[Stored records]
● ● ● ● ● ● ●

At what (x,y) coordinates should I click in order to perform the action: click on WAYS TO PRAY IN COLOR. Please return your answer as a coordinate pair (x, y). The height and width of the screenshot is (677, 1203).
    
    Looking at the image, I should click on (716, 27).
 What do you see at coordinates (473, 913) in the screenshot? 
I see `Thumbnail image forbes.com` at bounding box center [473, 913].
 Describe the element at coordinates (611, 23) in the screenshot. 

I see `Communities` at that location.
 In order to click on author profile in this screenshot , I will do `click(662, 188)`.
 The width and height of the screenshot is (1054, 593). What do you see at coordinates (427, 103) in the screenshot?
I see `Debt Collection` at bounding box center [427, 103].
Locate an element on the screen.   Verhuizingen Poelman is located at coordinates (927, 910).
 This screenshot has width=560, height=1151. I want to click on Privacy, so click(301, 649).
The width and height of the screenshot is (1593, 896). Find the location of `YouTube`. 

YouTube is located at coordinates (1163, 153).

● ● ● ● ● ● ●

#### [ASSIGNED TASK]
Starting at the line that contains "The width and height of the screenshot is (1593, 896).", return every line through the last one above, exactly as written.

#### [PROBLEM SOLUTION]
The width and height of the screenshot is (1593, 896). Find the location of `YouTube`. 

YouTube is located at coordinates (1163, 153).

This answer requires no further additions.